Wednesday, December 23, 2009

The Invisible suffering of farm workers

from Kubatana (archive):

It represents the views of only a small section of the 1.8 million people that lived and worked on Zimbabwe's commercial farms. However, the continued gathering of data means that in time we will be able to paint a detailed picture of the lives of farm workers across the country, as they struggled over the last nine years with State-sponsored invasions, torture, violent assaults, murders, rapes, evictions and other violations of the law and their rights. For the moment, though, the data presented here makes no claim to be statistically representative.

Nevertheless, what emerges makes sobering reading. The prevalence of human rights violations recorded by the sample in this survey is disturbing. The data also shows that earlier estimates by farmers of the violations experienced by their workers appear to be largely consistent with estimates made by the workers themselves. This lends further credibility to extremely high figures of violation prevalence.

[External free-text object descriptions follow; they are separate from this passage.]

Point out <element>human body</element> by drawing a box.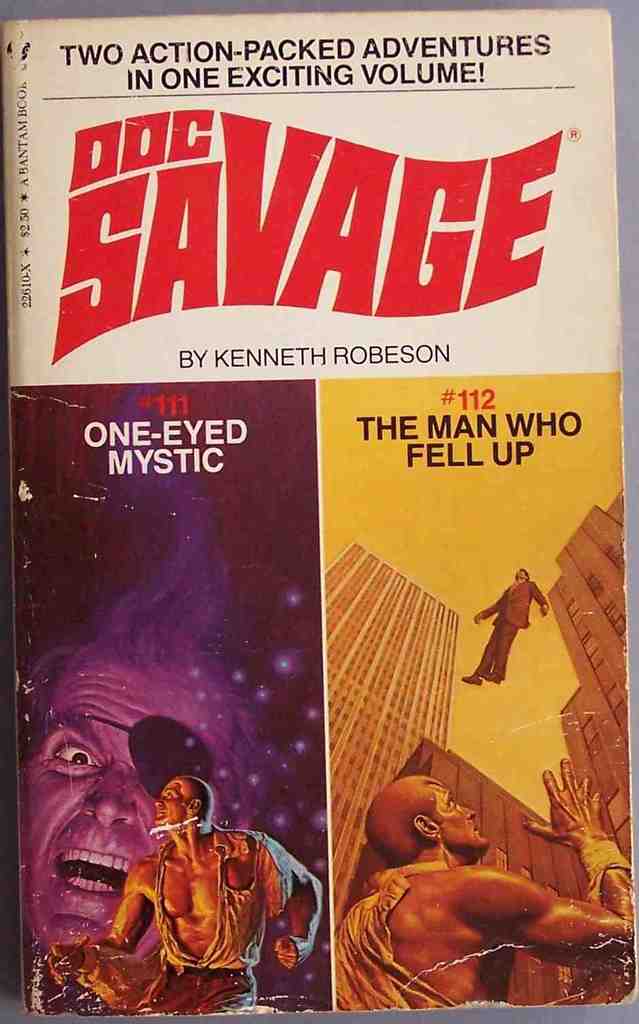
detection(470, 563, 551, 684).
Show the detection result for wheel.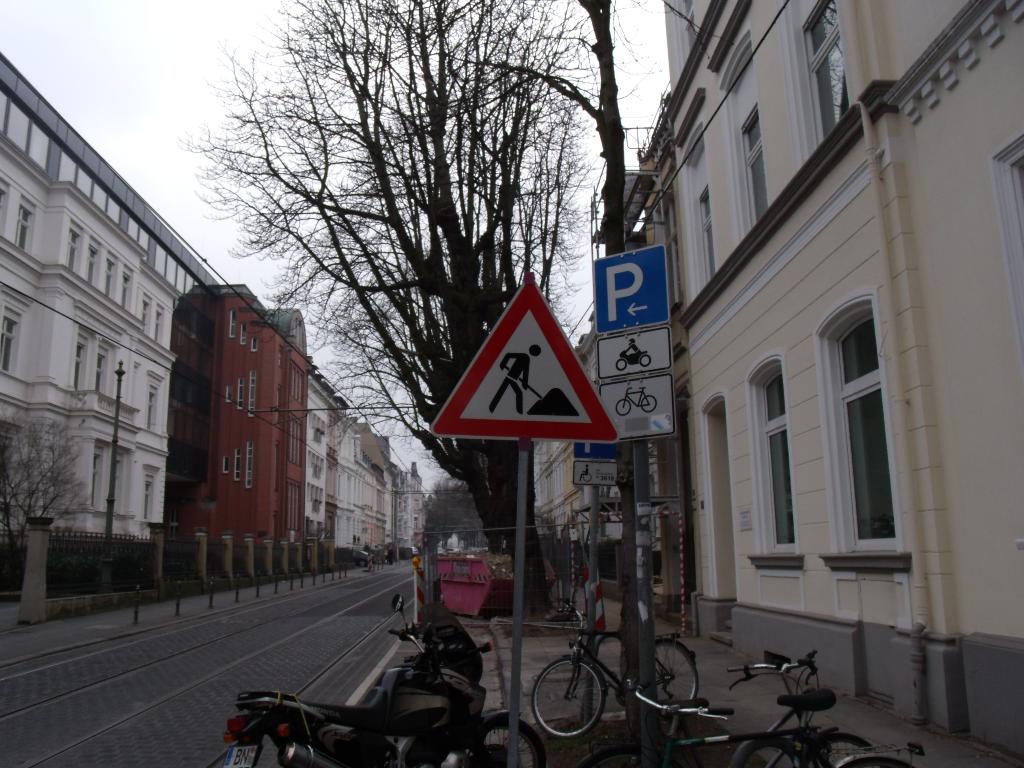
(580, 746, 635, 767).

The fact, for example, that 1 in 10 of the present respondents report at least one murder amongst fellow farm workers, and that 38% of respondents report that children on the farms were forced to watch public beatings or torture, shows the extent to which Robert Mugabe's regime is responsible for an extensive series of crimes that were both widespread and systematic: the very definition of crimes against humanity.,,

PDF DOWNLOAD HERE

The reason I posted this link was the end of the previous article mentioned Mugabe's land reform, describing it thus:

Mugabe's seizure of white-owned commercial farms to resettle landless blacks has been blamed for ruining the southern African country's once prosperous economy.

The veteran leader, in power since independence from Britain in 1980, denies the charges, saying the economic crisis was caused by Western countries opposed to his land reforms.

The reality of course was that a lot of folks lived on those farms, and instead of giving them the farm (e.g. as a coop, with the white farmer to advise them) they were often chased off and the farm given to big shots.